A few years ago I began to ponder the condition and fate of the university press world. This culminated in an article I wrote for the Journal of Electronic Publishing called “The Wisdom of Oz: The Role of the University Press in Scholarly Communications.” After I wrote that essay, I began to look around for some means of improving the fortunes of the press world and hit on the idea of creating a comprehensive online catalog for all university press titles, a catalog that could serve as a marketing tool, e-commerce site, and source of bibliographical data for other projects whose aims were not so plainly economic.
It was my good fortune to receive the support of the Andrew W. Mellon Foundation, which underwrote a feasibility study that I wrote under the sponsorship of the Monterey Institute for Technology and Education (MITE). That study was submitted to MITE and Mellon several months ago. As it delved into the specific offerings of vendors and included some confidential information, it was not suitable for publication. Subsequently, I edited the document into a longish essay, which includes a summary of a survey of about 30 university presses. That abridged document is now available online at Scribd and at MITE’s own Web site .
The project is now moving forward. A prototype is being built (the URL will be published shortly), and several presses have already sent in data feeds for their titles. (Any not-for-profit academic publisher that wishes to participate in the project should contact me offline, and not just presses affiliated with universities. For-profit scholarly publishers may be invited to participate at a later time.)
The catalog will launch into a very different world from the one that existed at the time of its conception. There was no Kindle or iPhone at that time, nor were many scholarly publishers looking beyond the dissemination of PDFs intended to be printed out and read at the edge of the network. Google had not yet begun its mass digitization project, nor had anyone even hinted that Google would shortly become, through Google Editions, a central player in the publishing landscape.
If so much can change in 4-5 years, why would we not expect that comparable changes are afoot even now? On the Scholarly Kitchen blog a month ago, I referred to this as “the Google decade.” The moderator silently and innocently changed “decade” to “decades,” but, no, decade is what I meant. Google (and Amazon, Apple, and any other “hot” company right now) has no more claim on the future of scholarly communications than AOL had even a few years ago. We should not expect that Amazon can do it better always, whatever “it” is.
Comments on the catalog project would be much appreciated.
Discussion
6 Thoughts on "The Scholars’ Catalog Project"
Can University presses join this project, or is it by invitation only? Would love some more info and how to get involved!
Sincerely,
M Reissig
UT Press
Other than this being for scholarly non-profits, how will it differ from other services that convert publishers’ metadata to ONIX and then distribute it to book buyers?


__What is being asked__:
Exactly the lines from the one containing "Y1, X2, Y2]." through the end of the listing below are required, restated word for word and without pictures.

__Source data__:
-=-=-
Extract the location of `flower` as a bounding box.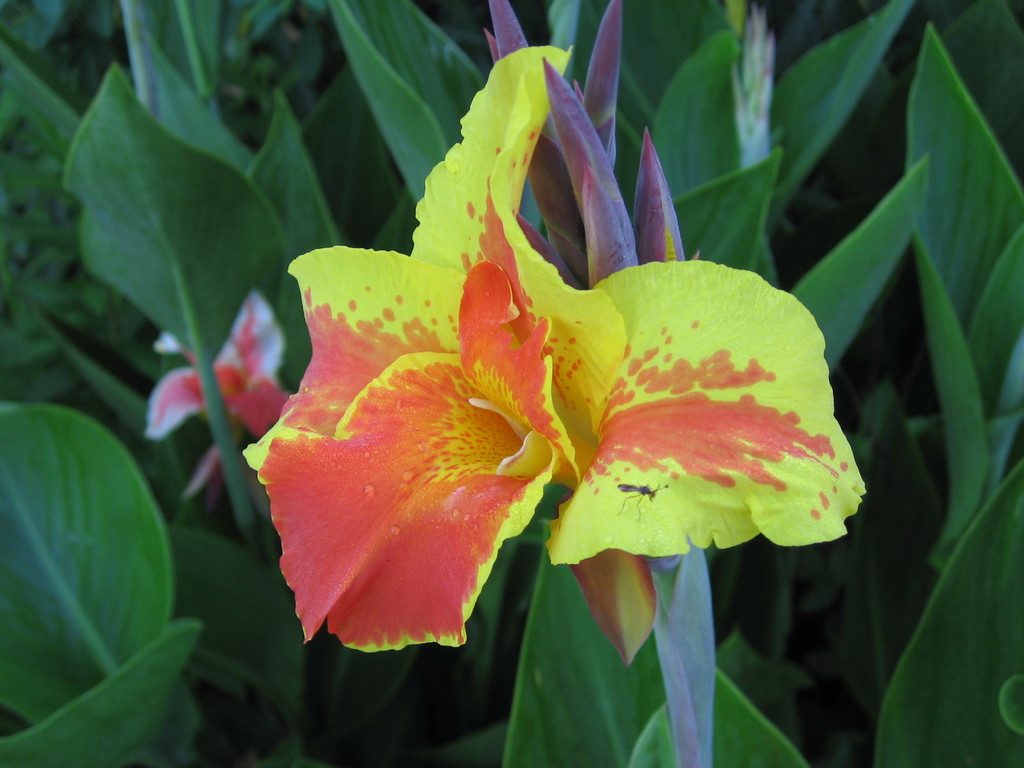
236:83:792:677.
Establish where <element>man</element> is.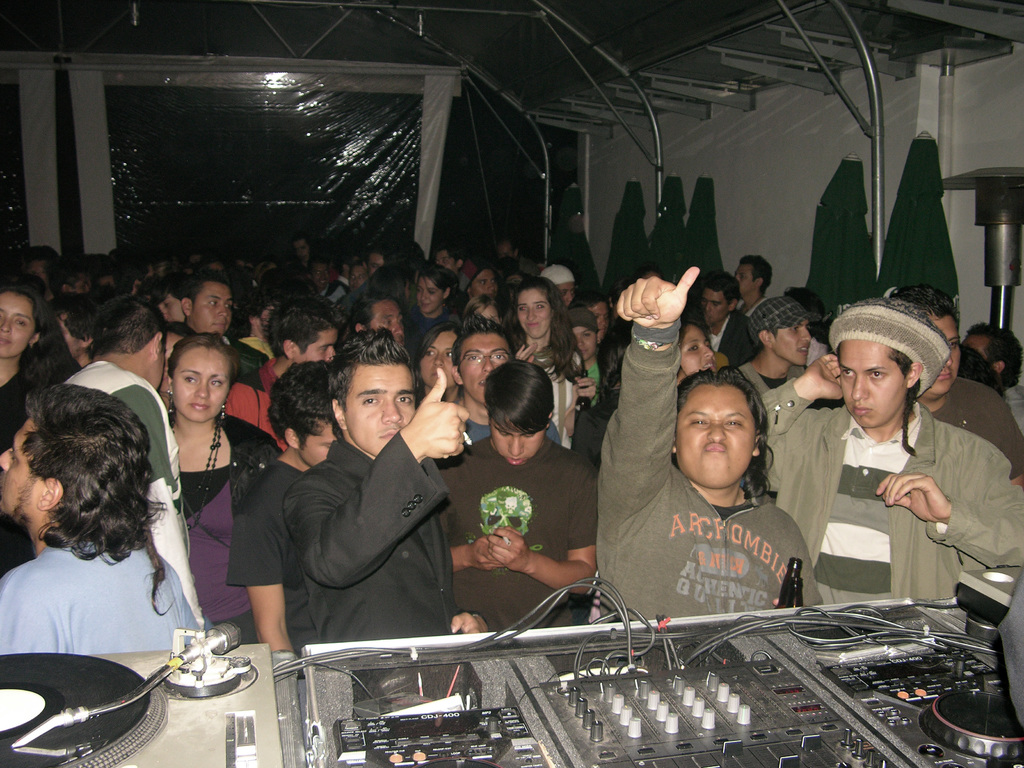
Established at detection(348, 284, 408, 346).
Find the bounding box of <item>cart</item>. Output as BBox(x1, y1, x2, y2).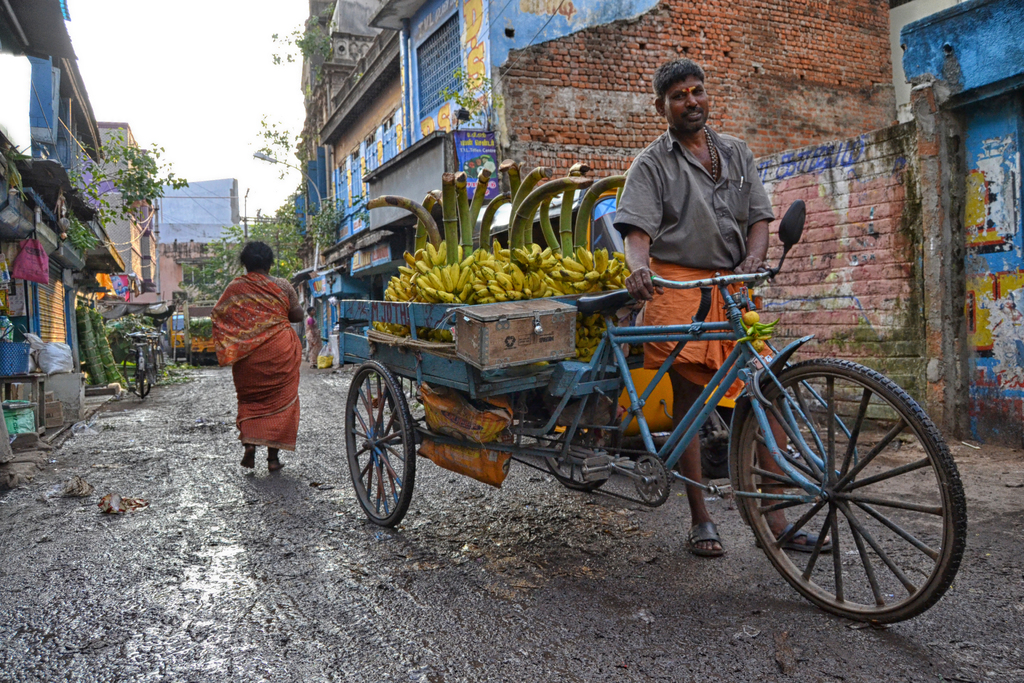
BBox(305, 222, 923, 549).
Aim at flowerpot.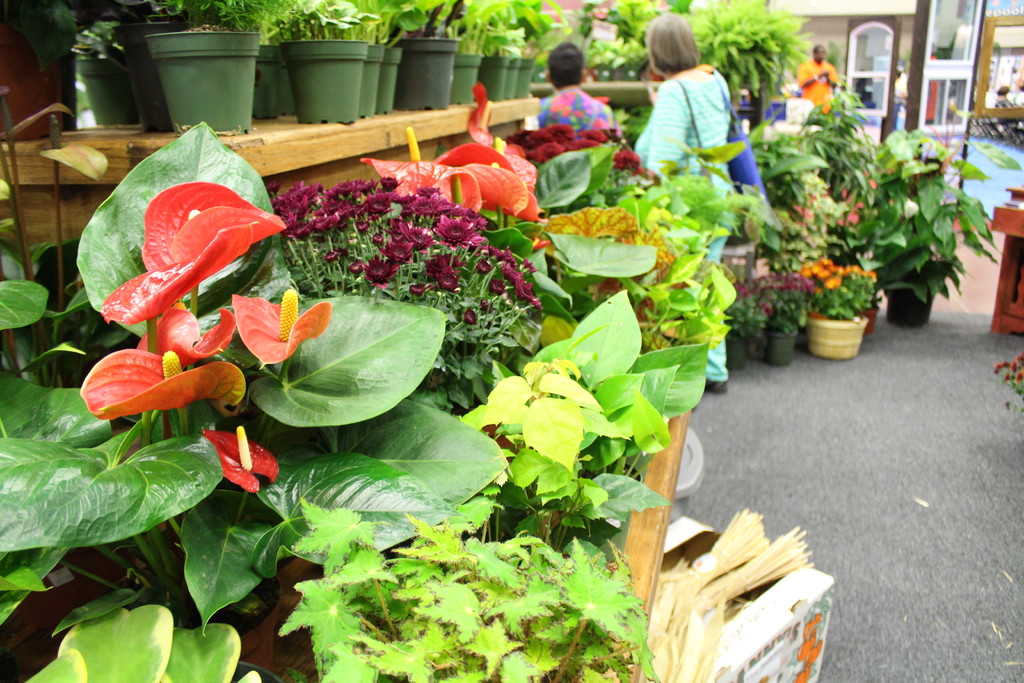
Aimed at (left=0, top=49, right=61, bottom=135).
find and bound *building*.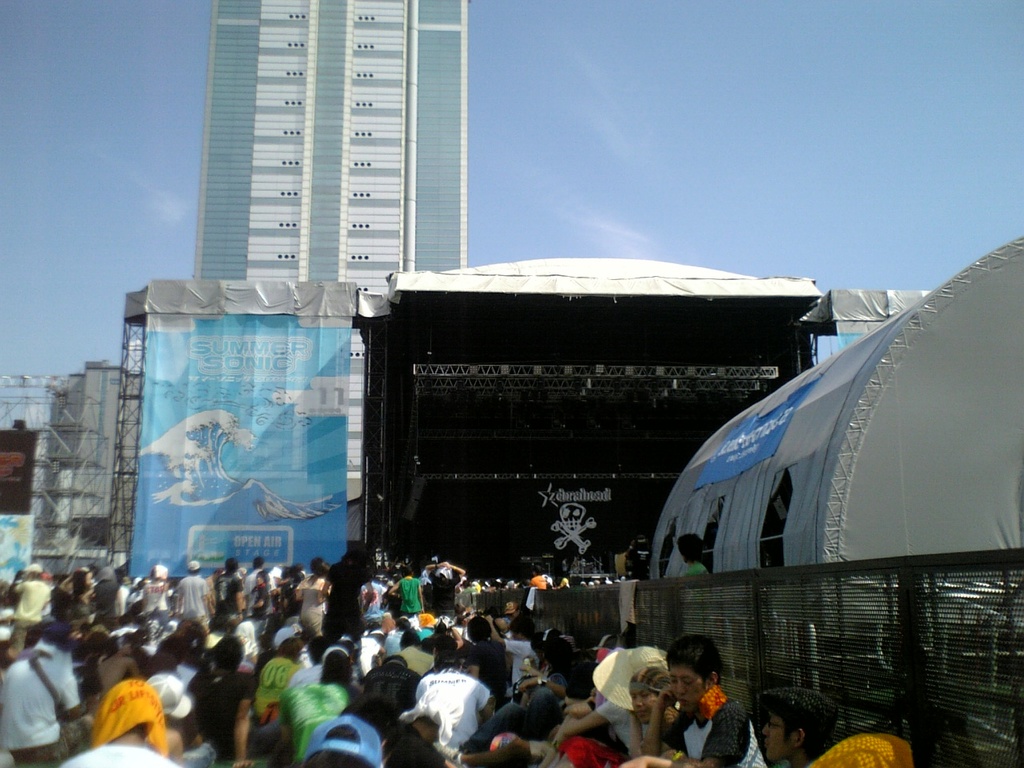
Bound: [190,0,467,295].
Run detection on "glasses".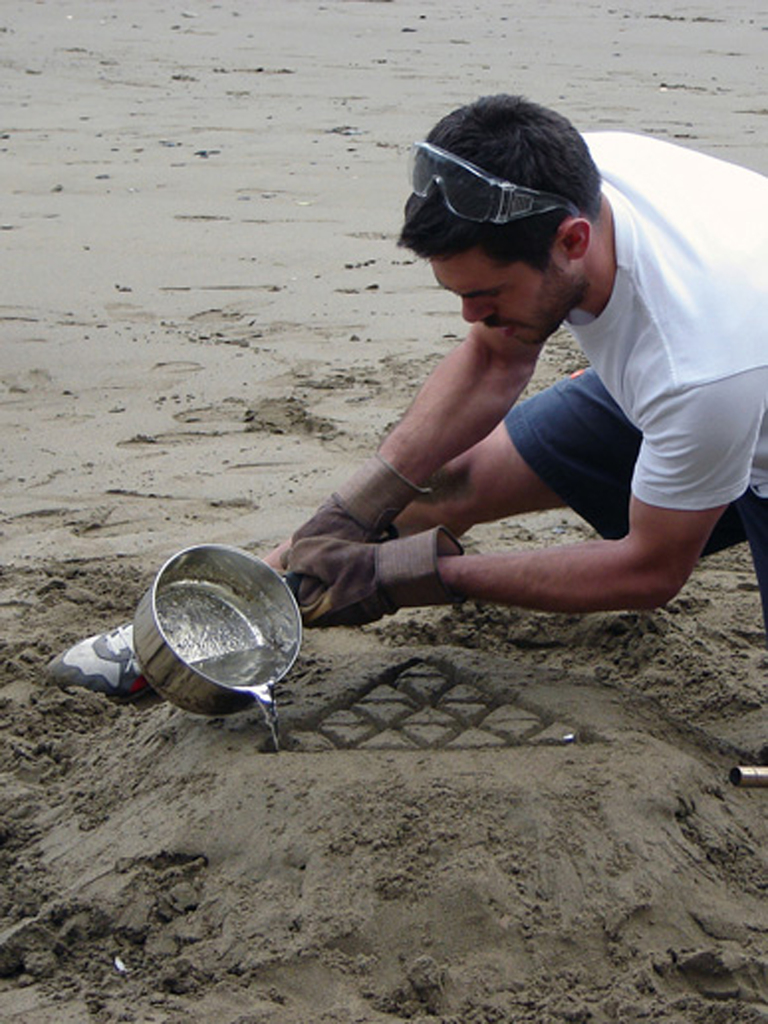
Result: select_region(408, 136, 582, 223).
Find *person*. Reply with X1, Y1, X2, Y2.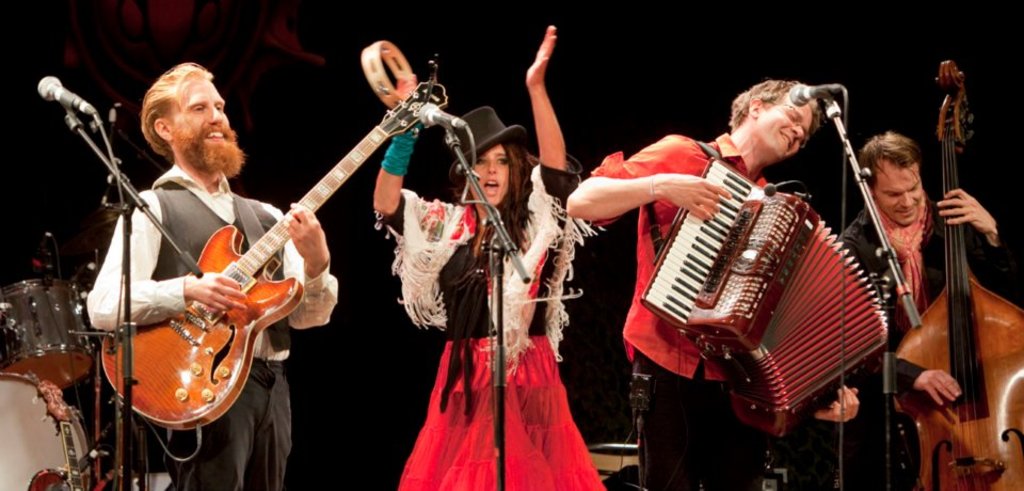
838, 131, 1023, 490.
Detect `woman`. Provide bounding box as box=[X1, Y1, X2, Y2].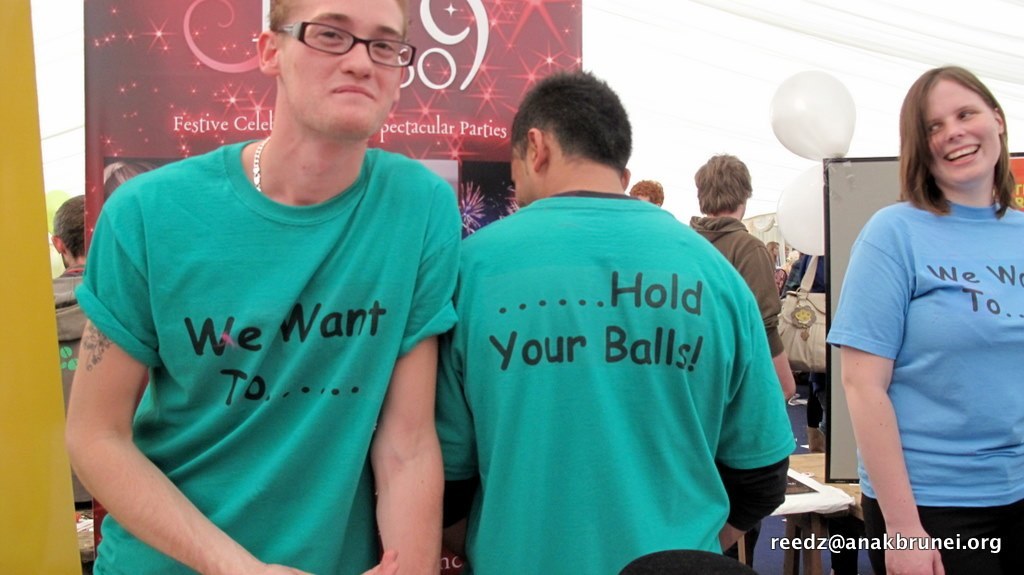
box=[767, 239, 779, 258].
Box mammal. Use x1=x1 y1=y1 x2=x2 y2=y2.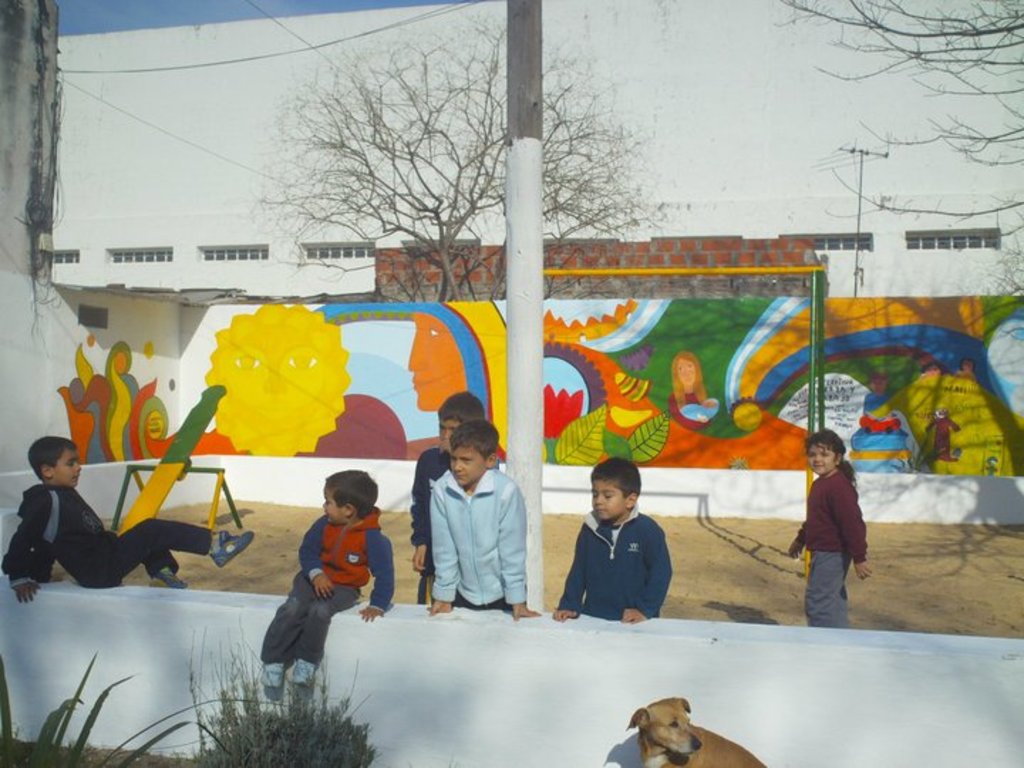
x1=555 y1=458 x2=674 y2=624.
-=-=-
__Response to the task__:
Detect `woman`. Provide bounding box as box=[X1, Y1, X2, Y2].
box=[767, 239, 779, 258].
Box mammal. Use x1=x1 y1=y1 x2=x2 y2=y2.
x1=555 y1=458 x2=674 y2=624.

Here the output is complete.